Attention Score in Context

This research output has an Altmetric Attention Score of 3. This is our high-level measure of the quality and quantity of online attention that it has received. This Attention Score, as well as the ranking and number of research outputs shown below, was calculated when the research output was last mentioned on 24 April 2016.
All research outputs
#12,642,927
of 22,828,180 outputs
Outputs from Frontiers in Systems Neuroscience
#644
of 1,342 outputs
Outputs of similar age
#119,643
of 279,095 outputs
Outputs of similar age from Frontiers in Systems Neuroscience
#20
of 38 outputs
Altmetric has tracked 22,828,180 research outputs across all sources so far. This one is in the 44th percentile – i.e., 44% of other outputs scored the same or lower than it.

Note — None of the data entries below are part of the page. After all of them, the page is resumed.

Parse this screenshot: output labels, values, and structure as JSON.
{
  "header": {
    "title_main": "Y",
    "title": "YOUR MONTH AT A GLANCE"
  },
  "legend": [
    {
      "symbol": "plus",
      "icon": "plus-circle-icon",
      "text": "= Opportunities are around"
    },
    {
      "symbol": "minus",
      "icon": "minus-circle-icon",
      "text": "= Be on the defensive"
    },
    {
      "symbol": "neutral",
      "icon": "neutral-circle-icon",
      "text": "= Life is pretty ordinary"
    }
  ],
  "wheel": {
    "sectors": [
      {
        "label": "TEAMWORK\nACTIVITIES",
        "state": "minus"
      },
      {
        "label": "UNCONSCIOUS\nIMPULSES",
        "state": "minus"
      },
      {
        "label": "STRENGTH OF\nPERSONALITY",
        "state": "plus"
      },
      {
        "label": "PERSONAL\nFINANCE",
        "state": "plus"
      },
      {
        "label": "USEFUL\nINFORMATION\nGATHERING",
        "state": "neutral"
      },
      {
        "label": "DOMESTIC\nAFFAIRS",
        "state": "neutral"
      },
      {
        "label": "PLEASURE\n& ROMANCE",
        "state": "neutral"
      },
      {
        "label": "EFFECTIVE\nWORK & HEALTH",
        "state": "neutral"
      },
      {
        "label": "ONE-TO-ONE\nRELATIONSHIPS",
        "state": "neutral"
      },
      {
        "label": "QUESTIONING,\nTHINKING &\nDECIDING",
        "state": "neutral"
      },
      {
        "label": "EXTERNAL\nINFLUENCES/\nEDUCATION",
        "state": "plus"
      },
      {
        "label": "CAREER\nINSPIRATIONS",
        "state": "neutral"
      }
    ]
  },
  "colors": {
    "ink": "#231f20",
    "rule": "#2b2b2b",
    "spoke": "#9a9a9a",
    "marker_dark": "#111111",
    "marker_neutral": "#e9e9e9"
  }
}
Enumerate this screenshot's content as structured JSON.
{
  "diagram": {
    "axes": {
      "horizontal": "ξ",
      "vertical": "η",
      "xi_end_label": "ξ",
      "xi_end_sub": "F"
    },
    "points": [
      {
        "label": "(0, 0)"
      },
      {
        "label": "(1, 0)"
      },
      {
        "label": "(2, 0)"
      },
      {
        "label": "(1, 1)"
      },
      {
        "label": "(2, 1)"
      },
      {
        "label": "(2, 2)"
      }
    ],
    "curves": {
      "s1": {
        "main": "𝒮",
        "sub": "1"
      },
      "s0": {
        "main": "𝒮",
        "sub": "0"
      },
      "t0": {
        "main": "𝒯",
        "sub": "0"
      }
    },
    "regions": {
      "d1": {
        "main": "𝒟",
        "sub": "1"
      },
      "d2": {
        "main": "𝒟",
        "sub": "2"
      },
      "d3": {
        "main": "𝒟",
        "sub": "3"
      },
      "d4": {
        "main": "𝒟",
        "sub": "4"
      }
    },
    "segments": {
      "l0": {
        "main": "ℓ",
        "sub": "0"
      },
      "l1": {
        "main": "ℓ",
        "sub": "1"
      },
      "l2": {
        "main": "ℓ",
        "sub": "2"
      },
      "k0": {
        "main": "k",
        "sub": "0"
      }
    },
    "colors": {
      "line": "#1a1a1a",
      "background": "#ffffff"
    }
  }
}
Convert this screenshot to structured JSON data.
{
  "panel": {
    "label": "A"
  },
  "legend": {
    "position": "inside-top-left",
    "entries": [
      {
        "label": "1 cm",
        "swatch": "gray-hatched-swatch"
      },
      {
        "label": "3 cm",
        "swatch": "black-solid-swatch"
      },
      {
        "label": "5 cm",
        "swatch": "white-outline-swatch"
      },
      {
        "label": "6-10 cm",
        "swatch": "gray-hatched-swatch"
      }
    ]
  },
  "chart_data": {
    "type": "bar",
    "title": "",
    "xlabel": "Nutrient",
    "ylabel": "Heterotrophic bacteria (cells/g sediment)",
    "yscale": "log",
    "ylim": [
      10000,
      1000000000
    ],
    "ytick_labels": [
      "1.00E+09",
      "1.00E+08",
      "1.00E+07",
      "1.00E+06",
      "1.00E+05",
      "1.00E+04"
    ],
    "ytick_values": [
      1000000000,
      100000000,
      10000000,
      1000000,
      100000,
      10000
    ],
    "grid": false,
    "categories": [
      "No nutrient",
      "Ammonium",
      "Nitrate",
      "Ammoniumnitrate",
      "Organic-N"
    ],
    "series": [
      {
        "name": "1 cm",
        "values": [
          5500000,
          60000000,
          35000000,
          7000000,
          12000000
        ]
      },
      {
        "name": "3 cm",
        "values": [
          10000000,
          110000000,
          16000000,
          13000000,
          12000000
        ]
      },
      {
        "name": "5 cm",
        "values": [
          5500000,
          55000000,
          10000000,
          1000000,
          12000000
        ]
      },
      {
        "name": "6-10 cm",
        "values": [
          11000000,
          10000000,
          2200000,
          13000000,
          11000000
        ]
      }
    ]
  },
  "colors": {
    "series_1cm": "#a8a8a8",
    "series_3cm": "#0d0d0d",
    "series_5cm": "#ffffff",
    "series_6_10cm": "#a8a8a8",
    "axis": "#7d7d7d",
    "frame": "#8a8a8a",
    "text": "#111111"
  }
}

So far Altmetric has tracked 1,342 research outputs from this source. They typically receive a lot more attention than average, with a mean Attention Score of 10.7. This one has gotten more attention than average, scoring higher than 51% of its peers.
Older research outputs will score higher simply because they've had more time to accumulate mentions. To account for age we can compare this Altmetric Attention Score to the 279,095 tracked outputs that were published within six weeks on either side of this one in any source. This one has gotten more attention than average, scoring higher than 56% of its contemporaries.
We're also able to compare this research output to 38 others from the same source and published within six weeks on either side of this one. This one is in the 42nd percentile – i.e., 42% of its contemporaries scored the same or lower than it.